STEM Teaching Tool #67: Focusing Science and Engineering Learning on Justice-Centered Phenomena across PK-12
Basing investigations on justice-centered phenomena can be a powerful and rightful way to support science and engineering learning. Justice-centered investigations can open up important opportunities for students to engage in projects that support equity for communities and to see how the application of science and engineering are fundamentally entwined with political and ethical questions, dimensions, and decisions.
STEM Teaching Tool #71: How can you advance equity and justice through science teaching?
This brief describes seven equity projects that can help advance Indigenous self-determination and racial justice by confronting the consequences of legacies of injustice and promoting liberatory approaches to education. These projects are: centering racial justice, meaningful phenomena, multi-generational learning, cultural pedagogies, supporting diverse sense-making, disrupting ablism, and place-based learning and ecological caring.
As children collect and grapple with patterns in data to understand phenomena, differing perspectives naturally arise. Scientific communities—including PK-12 learning communities—negotiate agreement based on evidence to construct the strongest explanations about how the world works, building new knowledge together. Young children are capable of engaging in this challenging scientific practice, yet argumentation is rare in elementary school science.

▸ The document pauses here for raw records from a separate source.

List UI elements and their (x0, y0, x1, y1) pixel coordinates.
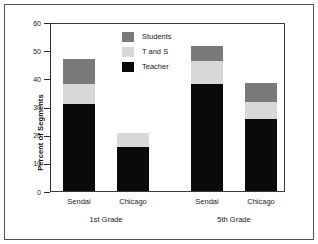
y-tick-label: 40 (0, 76, 41, 83)
y-tick-label: 60 (0, 20, 41, 27)
x-tick-label-chicago-grade1: Chicago (105, 197, 161, 206)
legend-label: Students (142, 32, 172, 42)
bar-sendai-grade1[interactable] (63, 59, 95, 191)
bar-chicago-grade5[interactable] (245, 83, 277, 191)
bar-segment-teacher (245, 119, 277, 191)
y-tick-label: 50 (0, 48, 41, 55)
legend-swatch-icon (122, 32, 134, 42)
y-tick-mark (44, 79, 50, 80)
legend-item-t-and-s[interactable]: T and S (122, 45, 218, 58)
bar-segment-teacher (117, 147, 149, 191)
legend-item-teacher[interactable]: Teacher (122, 60, 218, 73)
chart-figure: Percent of Segments 0102030405060 Studen… (0, 0, 318, 244)
y-tick-mark (44, 136, 50, 137)
legend-swatch-icon (122, 62, 134, 72)
y-tick-mark (44, 108, 50, 109)
x-group-label-grade5: 5th Grade (189, 215, 279, 224)
y-tick-mark (44, 164, 50, 165)
y-tick-label: 0 (0, 189, 41, 196)
bar-segment-teacher (191, 84, 223, 191)
y-tick-label: 10 (0, 160, 41, 167)
x-tick-label-chicago-grade5: Chicago (233, 197, 289, 206)
y-tick-label: 30 (0, 104, 41, 111)
chart-legend: StudentsT and STeacher (122, 30, 218, 75)
y-tick-mark (44, 51, 50, 52)
legend-swatch-icon (122, 47, 134, 57)
y-tick-label: 20 (0, 132, 41, 139)
y-tick-mark (44, 192, 50, 193)
y-tick-mark (44, 23, 50, 24)
bar-segment-students (245, 83, 277, 103)
legend-label: Teacher (142, 62, 169, 72)
bar-segment-t-and-s (117, 133, 149, 147)
legend-item-students[interactable]: Students (122, 30, 218, 43)
bar-chicago-grade1[interactable] (117, 133, 149, 191)
x-tick-label-sendai-grade5: Sendai (179, 197, 235, 206)
bar-segment-students (63, 59, 95, 84)
bar-segment-t-and-s (63, 84, 95, 104)
x-group-label-grade1: 1st Grade (61, 215, 151, 224)
bar-segment-teacher (63, 104, 95, 191)
bar-segment-t-and-s (245, 102, 277, 119)
x-tick-label-sendai-grade1: Sendai (51, 197, 107, 206)
legend-label: T and S (142, 47, 168, 57)
y-axis-ticks: 0102030405060 (0, 0, 50, 244)
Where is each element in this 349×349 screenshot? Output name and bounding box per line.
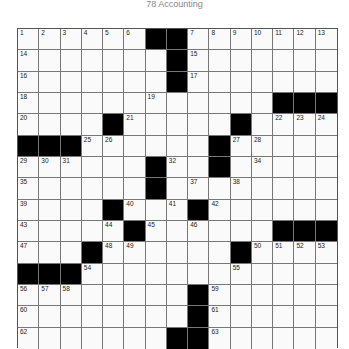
grid-cell[interactable]: 8 <box>209 29 230 50</box>
grid-cell[interactable] <box>103 285 124 306</box>
grid-cell[interactable]: 25 <box>82 136 103 157</box>
grid-cell[interactable] <box>209 242 230 263</box>
grid-cell[interactable] <box>61 178 82 199</box>
grid-cell[interactable] <box>294 72 315 93</box>
grid-cell[interactable] <box>273 200 294 221</box>
grid-cell[interactable] <box>252 114 273 135</box>
grid-cell[interactable] <box>61 328 82 349</box>
grid-cell[interactable]: 57 <box>39 285 60 306</box>
grid-cell[interactable] <box>146 306 167 327</box>
grid-cell[interactable] <box>39 306 60 327</box>
grid-cell[interactable] <box>231 221 252 242</box>
grid-cell[interactable] <box>124 178 145 199</box>
grid-cell[interactable] <box>103 72 124 93</box>
grid-cell[interactable]: 2 <box>39 29 60 50</box>
grid-cell[interactable] <box>39 221 60 242</box>
grid-cell[interactable] <box>294 328 315 349</box>
grid-cell[interactable] <box>252 328 273 349</box>
grid-cell[interactable] <box>167 264 188 285</box>
grid-cell[interactable] <box>294 200 315 221</box>
grid-cell[interactable]: 19 <box>146 93 167 114</box>
grid-cell[interactable] <box>124 328 145 349</box>
grid-cell[interactable] <box>39 242 60 263</box>
grid-cell[interactable]: 34 <box>252 157 273 178</box>
grid-cell[interactable]: 52 <box>294 242 315 263</box>
grid-cell[interactable] <box>146 242 167 263</box>
grid-cell[interactable] <box>294 50 315 71</box>
grid-cell[interactable]: 9 <box>231 29 252 50</box>
grid-cell[interactable]: 1 <box>18 29 39 50</box>
grid-cell[interactable] <box>273 136 294 157</box>
grid-cell[interactable]: 47 <box>18 242 39 263</box>
grid-cell[interactable]: 48 <box>103 242 124 263</box>
grid-cell[interactable] <box>231 157 252 178</box>
grid-cell[interactable]: 63 <box>209 328 230 349</box>
grid-cell[interactable]: 44 <box>103 221 124 242</box>
grid-cell[interactable] <box>252 178 273 199</box>
grid-cell[interactable] <box>146 136 167 157</box>
grid-cell[interactable] <box>316 264 337 285</box>
grid-cell[interactable] <box>146 50 167 71</box>
grid-cell[interactable]: 17 <box>188 72 209 93</box>
grid-cell[interactable] <box>273 178 294 199</box>
grid-cell[interactable]: 3 <box>61 29 82 50</box>
grid-cell[interactable]: 20 <box>18 114 39 135</box>
grid-cell[interactable] <box>124 50 145 71</box>
grid-cell[interactable] <box>39 200 60 221</box>
grid-cell[interactable] <box>146 200 167 221</box>
grid-cell[interactable] <box>316 285 337 306</box>
grid-cell[interactable] <box>316 157 337 178</box>
grid-cell[interactable]: 43 <box>18 221 39 242</box>
grid-cell[interactable]: 56 <box>18 285 39 306</box>
grid-cell[interactable]: 59 <box>209 285 230 306</box>
grid-cell[interactable]: 7 <box>188 29 209 50</box>
grid-cell[interactable]: 31 <box>61 157 82 178</box>
grid-cell[interactable]: 4 <box>82 29 103 50</box>
grid-cell[interactable] <box>146 285 167 306</box>
grid-cell[interactable] <box>209 72 230 93</box>
grid-cell[interactable] <box>316 50 337 71</box>
grid-cell[interactable] <box>294 285 315 306</box>
grid-cell[interactable] <box>82 178 103 199</box>
grid-cell[interactable] <box>209 264 230 285</box>
grid-cell[interactable] <box>316 328 337 349</box>
grid-cell[interactable]: 26 <box>103 136 124 157</box>
grid-cell[interactable] <box>124 264 145 285</box>
grid-cell[interactable]: 29 <box>18 157 39 178</box>
grid-cell[interactable] <box>252 285 273 306</box>
grid-cell[interactable] <box>188 114 209 135</box>
grid-cell[interactable] <box>82 114 103 135</box>
grid-cell[interactable]: 32 <box>167 157 188 178</box>
grid-cell[interactable]: 13 <box>316 29 337 50</box>
grid-cell[interactable]: 24 <box>316 114 337 135</box>
grid-cell[interactable] <box>209 93 230 114</box>
grid-cell[interactable] <box>124 136 145 157</box>
grid-cell[interactable] <box>82 50 103 71</box>
grid-cell[interactable]: 53 <box>316 242 337 263</box>
grid-cell[interactable] <box>294 157 315 178</box>
grid-cell[interactable] <box>209 221 230 242</box>
grid-cell[interactable] <box>167 242 188 263</box>
grid-cell[interactable] <box>231 285 252 306</box>
grid-cell[interactable]: 38 <box>231 178 252 199</box>
grid-cell[interactable]: 22 <box>273 114 294 135</box>
grid-cell[interactable] <box>188 157 209 178</box>
grid-cell[interactable] <box>167 136 188 157</box>
grid-cell[interactable]: 10 <box>252 29 273 50</box>
grid-cell[interactable] <box>103 306 124 327</box>
grid-cell[interactable] <box>252 221 273 242</box>
grid-cell[interactable] <box>252 93 273 114</box>
grid-cell[interactable]: 55 <box>231 264 252 285</box>
grid-cell[interactable]: 23 <box>294 114 315 135</box>
grid-cell[interactable] <box>167 93 188 114</box>
grid-cell[interactable]: 62 <box>18 328 39 349</box>
grid-cell[interactable] <box>316 200 337 221</box>
grid-cell[interactable]: 51 <box>273 242 294 263</box>
grid-cell[interactable] <box>273 328 294 349</box>
grid-cell[interactable]: 61 <box>209 306 230 327</box>
grid-cell[interactable] <box>273 72 294 93</box>
grid-cell[interactable] <box>188 93 209 114</box>
grid-cell[interactable]: 60 <box>18 306 39 327</box>
grid-cell[interactable] <box>146 328 167 349</box>
grid-cell[interactable]: 21 <box>124 114 145 135</box>
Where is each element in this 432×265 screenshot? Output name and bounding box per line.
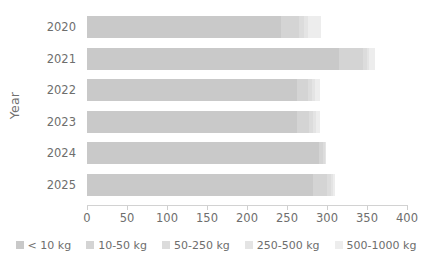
legend-swatch-icon [16,241,24,249]
x-axis-tick [127,206,128,210]
bar-segment[interactable] [87,16,281,38]
legend-item[interactable]: 500-1000 kg [335,239,417,252]
bar-segment[interactable] [325,142,326,164]
x-axis-tick [207,206,208,210]
y-axis-tick-label: 2023 [47,111,76,133]
bar-row[interactable] [87,111,320,133]
bar-row[interactable] [87,142,325,164]
legend: < 10 kg10-50 kg50-250 kg250-500 kg500-10… [0,235,432,255]
legend-label: 10-50 kg [98,239,147,252]
bar-row[interactable] [87,16,321,38]
bar-segment[interactable] [297,79,308,101]
x-axis-tick-label: 100 [156,211,178,225]
legend-swatch-icon [86,241,94,249]
legend-swatch-icon [245,241,253,249]
bar-segment[interactable] [313,174,327,196]
y-axis-title: Year [2,0,28,210]
x-axis-tick [327,206,328,210]
bar-segment[interactable] [87,48,339,70]
x-axis-tick-label: 250 [276,211,298,225]
y-axis-tick-label: 2020 [47,16,76,38]
x-axis-tick-label: 400 [396,211,418,225]
x-axis-tick-labels: 050100150200250300350400 [0,211,432,227]
bar-row[interactable] [87,79,320,101]
plot-area [87,16,407,205]
legend-label: 250-500 kg [257,239,320,252]
legend-swatch-icon [335,241,343,249]
x-axis-tick-label: 350 [356,211,378,225]
x-axis-tick-label: 150 [196,211,218,225]
stacked-bar-chart: Year 202020212022202320242025 0501001502… [0,0,432,265]
legend-item[interactable]: 50-250 kg [162,239,230,252]
bar-segment[interactable] [316,111,320,133]
x-axis-tick-label: 200 [236,211,258,225]
bar-segment[interactable] [87,142,319,164]
y-axis-tick-label: 2022 [47,79,76,101]
x-axis-tick-label: 300 [316,211,338,225]
legend-swatch-icon [162,241,170,249]
bar-segment[interactable] [87,79,297,101]
y-axis-tick-labels: 202020212022202320242025 [28,16,82,205]
x-axis-tick [167,206,168,210]
legend-item[interactable]: 250-500 kg [245,239,320,252]
legend-item[interactable]: < 10 kg [16,239,72,252]
y-axis-title-text: Year [8,91,23,118]
bar-segment[interactable] [333,174,335,196]
x-axis-tick-label: 0 [83,211,90,225]
y-axis-tick-label: 2024 [47,142,76,164]
legend-label: 50-250 kg [174,239,230,252]
x-axis-tick [87,206,88,210]
x-axis-tick [407,206,408,210]
bar-segment[interactable] [87,111,297,133]
bar-segment[interactable] [87,174,313,196]
x-axis-tick [287,206,288,210]
bar-segment[interactable] [308,16,322,38]
bar-segment[interactable] [297,111,308,133]
y-axis-tick-label: 2025 [47,174,76,196]
x-axis-tick [247,206,248,210]
bar-segment[interactable] [369,48,375,70]
bar-segment[interactable] [281,16,299,38]
bar-row[interactable] [87,174,335,196]
legend-label: 500-1000 kg [347,239,417,252]
x-axis-tick-label: 50 [120,211,135,225]
bar-segment[interactable] [315,79,320,101]
y-axis-tick-label: 2021 [47,48,76,70]
legend-item[interactable]: 10-50 kg [86,239,147,252]
x-axis-tick [367,206,368,210]
bar-segment[interactable] [339,48,363,70]
bar-row[interactable] [87,48,375,70]
legend-label: < 10 kg [28,239,72,252]
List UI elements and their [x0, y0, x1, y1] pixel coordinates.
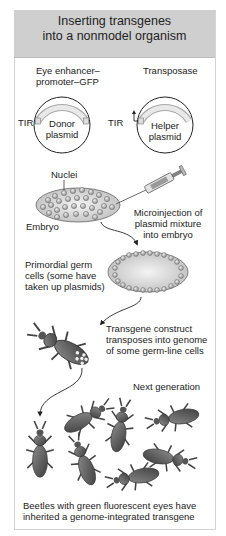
left-tir-label: TIR: [18, 117, 33, 128]
donor-insert-label: Eye enhancer– promoter–GFP: [36, 65, 106, 87]
embryo-label: Embryo: [26, 221, 59, 232]
transposition-label: Transgene construct transposes into geno…: [106, 323, 207, 356]
syringe-icon: [116, 165, 186, 204]
nuclei-label: Nuclei: [51, 169, 77, 180]
arrow-icon: [40, 368, 82, 415]
next-generation-label: Next generation: [133, 381, 200, 392]
caption: Beetles with green fluorescent eyes have…: [23, 500, 196, 522]
helper-plasmid-label: Helper plasmid: [145, 120, 185, 142]
germ-cell-embryo: [108, 251, 188, 293]
adult-beetle: [22, 315, 95, 376]
transposase-label: Transposase: [143, 65, 198, 76]
donor-plasmid-label: Donor plasmid: [42, 118, 82, 140]
arrow-icon: [101, 297, 141, 324]
right-tir-label: TIR: [108, 117, 123, 128]
primordial-germ-cells-label: Primordial germ cells (some have taken u…: [25, 259, 105, 292]
microinjection-label: Microinjection of plasmid mixture into e…: [128, 207, 208, 240]
embryo-with-nuclei: [36, 180, 120, 222]
next-generation-beetles: [26, 392, 201, 495]
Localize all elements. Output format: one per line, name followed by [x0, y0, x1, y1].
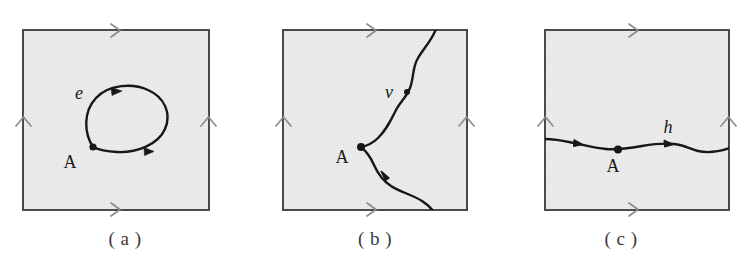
point-v-marker	[404, 89, 410, 95]
panel-a-diagram: A e	[0, 0, 250, 225]
base-point-a	[357, 143, 365, 151]
loop-label-e: e	[75, 83, 83, 103]
base-point-label-a: A	[607, 156, 620, 176]
panel-c-diagram: A h	[496, 0, 745, 225]
panel-c-caption: ( c )	[496, 228, 745, 250]
panel-c: A h ( c )	[496, 0, 745, 277]
figure-torus-generators: A e ( a )	[0, 0, 745, 277]
curve-label-v: v	[385, 82, 393, 102]
base-point-a	[89, 143, 96, 150]
torus-square-b	[283, 30, 467, 210]
base-point-a	[614, 146, 622, 154]
curve-label-h: h	[664, 117, 673, 137]
panel-b-caption: ( b )	[250, 228, 500, 250]
torus-square-a	[23, 30, 209, 210]
panel-b-diagram: v A	[250, 0, 500, 225]
panel-a-caption: ( a )	[0, 228, 250, 250]
panel-b: v A ( b )	[250, 0, 500, 277]
panel-a: A e ( a )	[0, 0, 250, 277]
torus-square-c	[545, 30, 729, 210]
base-point-label-a: A	[64, 152, 77, 172]
base-point-label-a: A	[336, 147, 349, 167]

STEM Teaching Tool #81: Organizing for educational transformation using Actor-Network Theory
Groups engaged in changemaking projects can use Actor-Network analysis to shape how people, groups, policies, and resources can be organized into more productive, aligned networks— so expertise and resources are creatively mobilized to promote equity.
STEM Teaching Tool #83: Steps to Designing Justice-Focused Assessments in Science
This resource outlines a nine-step process to help teams develop Framework-aligned assessment tasks in science focused on justice-centered phenomena and scenarios. It builds on the thinking about 3D assessment design from STEM Teaching Tool #29 (from March 2020), but has been significantly revised.